VANCOUVER (August 10, 2011)—Albion Fisheries Ltd., Western Canada's largest seafood distributor, recently told the Vancouver Sun they plan to remove several more groups of seafood not certified as being harvested sustainably from their product list—worth $250,000 in annual sales.

"It's significant, a sizable chunk of our business," Guy Dean, vice-president of Albion Fisheries, said in a recent statement. "It's our intent to continually wean our customers off non-sustainable items and to find alternatives for them."

Albion has already made sustainability-friendly steps forward with the removal of Chilean seabass, shark and bluefin tuna from their offerings.

Founded 48 years ago, the company owned by Gordon Food Service Canada sells about 50 percent of its seafood to retailers and 50 percent to food service outlets. It is committed to "constantly challenge" its product line and to work to convince its customers to move toward sustainable seafood products, said Dean.
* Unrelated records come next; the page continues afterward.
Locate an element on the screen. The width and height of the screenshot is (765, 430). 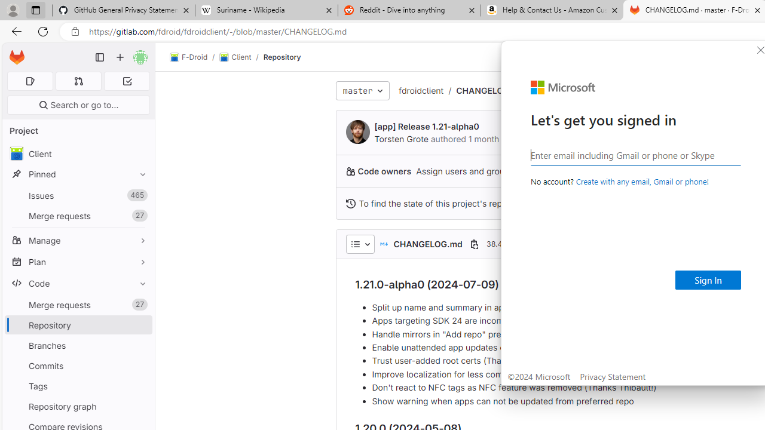
Enter email including Gmail or phone or Skype is located at coordinates (636, 155).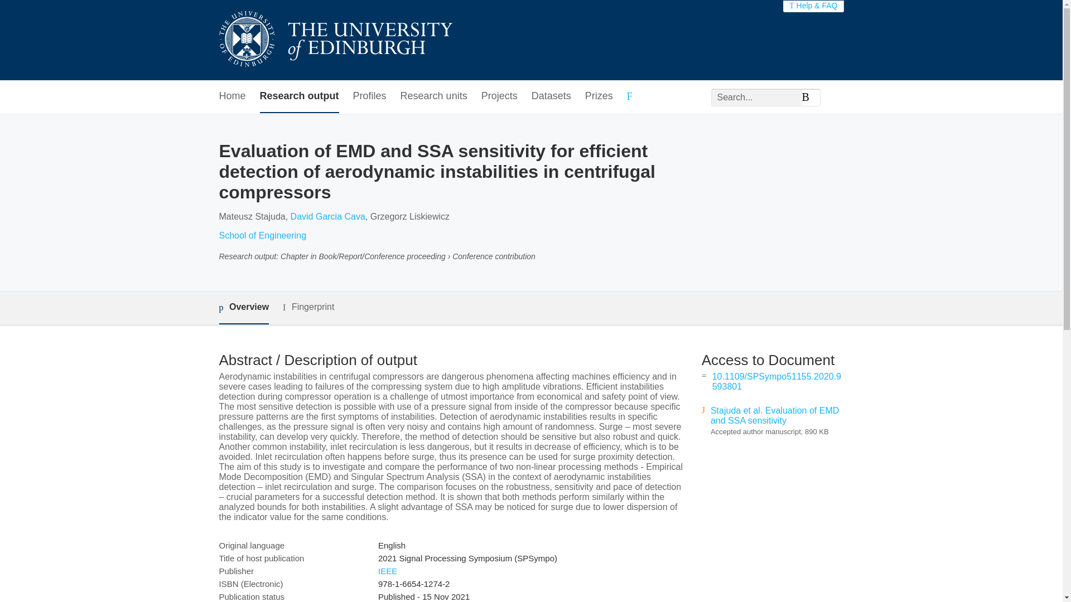  I want to click on Overview, so click(243, 308).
The company says it will no longer carry skates and rays, Atlantic halibut, Greenland halibut and turbot, New Zealand hoki, orange roughy, monkfish and hake unless they come from fisheries that are both traceable and certified as sustainable by the London-based Marine Stewardship Council (MSC).

While Albion removed Chilean sea bass from its product list in 2005, a handful of fisheries for the species have since become MSC-certified.

The company continues to sell tropical prawns and shrimp on the red list; it has sourced some prawns out of Alabama in a closed, inland pond water system.

In deciding to phase out certain products, Albion relied on Greenpeace Canada's red list of unsustainable seafood. The company did not work directly with the environmental organization, whose efforts to-date have largely been focused on retail.